Device used to detect, track, and/or identify ionising particles
This article is about detection of ionizing radiation. For detection of non-ionizing particles, see particle counter.
In experimental and applied particle physics, nuclear physics, and nuclear engineering, a particle detector, also known as a radiation detector, is a device used to detect, track, and/or identify ionizing particles, such as those produced by nuclear decay, cosmic radiation, or reactions in a particle accelerator. Detectors can measure the particle energy and other attributes such as momentum, spin, charge, particle type, in addition to merely registering the presence of the particle.
The following types of particle detector are widely used for radiation protection, and are commercially produced in large quantities for general use within the nuclear, medical, and environmental fields.
Modern detectors in particle physics combine several of the above elements in layers much like an onion.
Research particle detectors
Detectors designed for modern accelerators are huge, both in size and in cost. The term counter is often used instead of detector when the detector counts the particles but does not resolve its energy or ionization. Particle detectors can also usually track ionizing radiation (high energy photons or even visible light). If their main purpose is radiation measurement, they are called radiation detectors, but as photons are also (massless) particles, the term particle detector is still correct.
Beyond their experimental implementations, theoretical models of particle detectors are also of great importance to theoretical physics. These models consider localized non-relativistic quantum systems coupled to a quantum field.[1] They receive the name of particle detectors because when the non-relativistic quantum system is measured in an excited state, one can claim to have detected a particle.[2][3] The first instance of particle detector models in the literature dates from the 80's, where a particle in a box was introduced by W. G. Unruh in order to probe a quantum field around a black hole.[2] Shortly after, Bryce DeWitt proposed a simplification of the model,[4] giving rise to the Unruh-DeWitt detector model.
Beyond their applications to theoretical physics, particle detector models are related to experimental fields such as quantum optics, where atoms can be used as detectors for the quantum electromagnetic field via the light-matter interaction. From a conceptual side, particle detectors also allow one to formally define the concept of particles without relying on asymptotic states, or representations of a quantum field theory. As M. Scully puts it, from an operational viewpoint one can state that "a particle is what a particle detector detects",[5] which in essence defines a particle as the detection of excitations of a quantum field.
"Radiation detectors". H. M. Stone Productions, Schloat. Tarrytown, N.Y., Prentice-Hall Media, 1972.
General Information
Grupen, C. (June 28 – July 10, 1999). "Physics of Particle Detection". AIP Conference Proceedings, Instrumentation in Elementary Particle Physics, VIII. Vol. 536. Istanbul: Dordrecht, D. Reidel Publishing Co. pp. 3–34. arXiv:physics/9906063. doi:10.1063/1.1361756.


**WHAT TO PRODUCE:** From the data below, return only the lines from the one with "localize each UI" through the one with "List each element", exact and inclusive, with pictures left out.

►

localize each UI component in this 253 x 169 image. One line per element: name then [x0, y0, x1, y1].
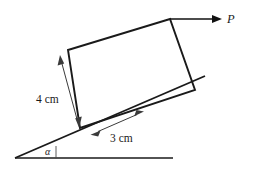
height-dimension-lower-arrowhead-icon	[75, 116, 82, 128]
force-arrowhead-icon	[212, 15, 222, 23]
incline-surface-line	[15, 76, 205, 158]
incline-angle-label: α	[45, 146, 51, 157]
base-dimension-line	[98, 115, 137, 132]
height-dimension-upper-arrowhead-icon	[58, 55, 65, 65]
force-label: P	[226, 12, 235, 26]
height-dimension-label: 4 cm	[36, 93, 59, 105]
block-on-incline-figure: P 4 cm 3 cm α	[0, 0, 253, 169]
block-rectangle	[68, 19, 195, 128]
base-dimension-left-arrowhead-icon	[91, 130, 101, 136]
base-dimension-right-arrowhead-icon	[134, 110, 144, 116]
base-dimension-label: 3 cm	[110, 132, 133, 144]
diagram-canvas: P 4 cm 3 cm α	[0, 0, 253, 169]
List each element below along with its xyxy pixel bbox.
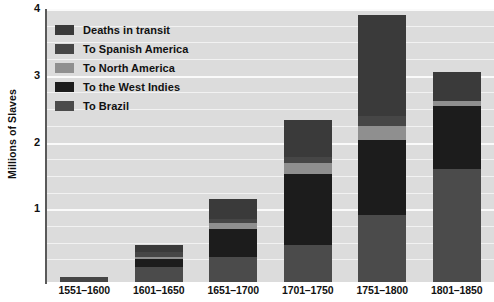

◄
►

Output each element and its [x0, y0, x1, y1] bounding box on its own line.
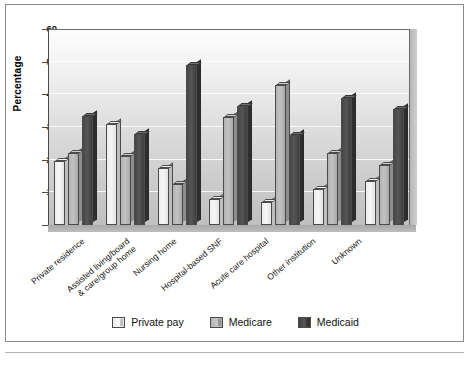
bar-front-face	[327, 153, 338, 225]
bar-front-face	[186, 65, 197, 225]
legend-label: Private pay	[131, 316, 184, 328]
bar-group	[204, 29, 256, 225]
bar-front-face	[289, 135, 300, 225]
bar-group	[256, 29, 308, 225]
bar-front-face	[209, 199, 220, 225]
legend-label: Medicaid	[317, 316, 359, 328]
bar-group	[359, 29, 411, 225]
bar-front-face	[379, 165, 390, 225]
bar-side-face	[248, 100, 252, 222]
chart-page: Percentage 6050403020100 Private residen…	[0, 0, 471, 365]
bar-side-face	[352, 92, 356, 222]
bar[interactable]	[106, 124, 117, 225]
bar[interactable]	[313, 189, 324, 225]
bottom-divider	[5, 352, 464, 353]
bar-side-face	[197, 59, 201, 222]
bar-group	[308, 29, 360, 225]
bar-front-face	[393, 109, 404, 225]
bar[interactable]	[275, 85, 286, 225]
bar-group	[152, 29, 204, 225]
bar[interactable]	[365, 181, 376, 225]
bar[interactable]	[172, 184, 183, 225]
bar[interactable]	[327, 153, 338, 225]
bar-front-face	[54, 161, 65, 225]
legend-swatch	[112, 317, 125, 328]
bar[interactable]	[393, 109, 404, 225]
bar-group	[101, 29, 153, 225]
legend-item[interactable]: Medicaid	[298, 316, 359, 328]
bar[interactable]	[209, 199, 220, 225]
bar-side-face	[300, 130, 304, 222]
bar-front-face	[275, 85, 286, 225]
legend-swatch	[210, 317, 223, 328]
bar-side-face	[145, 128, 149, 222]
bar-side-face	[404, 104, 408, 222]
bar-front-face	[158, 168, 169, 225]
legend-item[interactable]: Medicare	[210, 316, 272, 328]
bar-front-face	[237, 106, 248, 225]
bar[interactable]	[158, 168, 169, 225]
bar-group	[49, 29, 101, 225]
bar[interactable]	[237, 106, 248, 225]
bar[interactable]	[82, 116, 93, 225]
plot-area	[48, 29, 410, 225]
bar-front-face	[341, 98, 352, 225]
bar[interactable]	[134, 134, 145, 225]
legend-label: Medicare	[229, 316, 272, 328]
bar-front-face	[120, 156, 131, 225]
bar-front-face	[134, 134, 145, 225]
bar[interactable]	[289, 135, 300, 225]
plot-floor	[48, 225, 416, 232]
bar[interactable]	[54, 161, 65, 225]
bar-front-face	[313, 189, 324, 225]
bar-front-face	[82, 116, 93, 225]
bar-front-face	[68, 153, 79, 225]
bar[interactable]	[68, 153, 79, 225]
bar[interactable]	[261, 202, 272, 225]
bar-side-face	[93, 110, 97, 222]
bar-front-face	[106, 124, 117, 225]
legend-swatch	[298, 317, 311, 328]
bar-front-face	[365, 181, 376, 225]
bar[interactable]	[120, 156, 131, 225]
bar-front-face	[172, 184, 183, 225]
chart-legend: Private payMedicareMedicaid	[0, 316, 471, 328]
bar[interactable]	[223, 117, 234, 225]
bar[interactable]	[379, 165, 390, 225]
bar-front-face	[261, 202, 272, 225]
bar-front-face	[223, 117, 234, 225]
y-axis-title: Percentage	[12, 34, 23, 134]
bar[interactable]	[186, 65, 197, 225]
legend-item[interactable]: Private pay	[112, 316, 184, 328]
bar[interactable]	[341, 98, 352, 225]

◄

**EXERCISE RESPONSE:**
localize each UI component in this 253 x 169 image. One line per element: name then [x0, y0, x1, y1].
height-dimension-lower-arrowhead-icon	[75, 116, 82, 128]
force-arrowhead-icon	[212, 15, 222, 23]
incline-surface-line	[15, 76, 205, 158]
incline-angle-label: α	[45, 146, 51, 157]
base-dimension-line	[98, 115, 137, 132]
height-dimension-upper-arrowhead-icon	[58, 55, 65, 65]
force-label: P	[226, 12, 235, 26]
height-dimension-label: 4 cm	[36, 93, 59, 105]
block-on-incline-figure: P 4 cm 3 cm α	[0, 0, 253, 169]
block-rectangle	[68, 19, 195, 128]
base-dimension-left-arrowhead-icon	[91, 130, 101, 136]
base-dimension-right-arrowhead-icon	[134, 110, 144, 116]
base-dimension-label: 3 cm	[110, 132, 133, 144]
diagram-canvas: P 4 cm 3 cm α	[0, 0, 253, 169]
List each element below along with its xyxy pixel bbox.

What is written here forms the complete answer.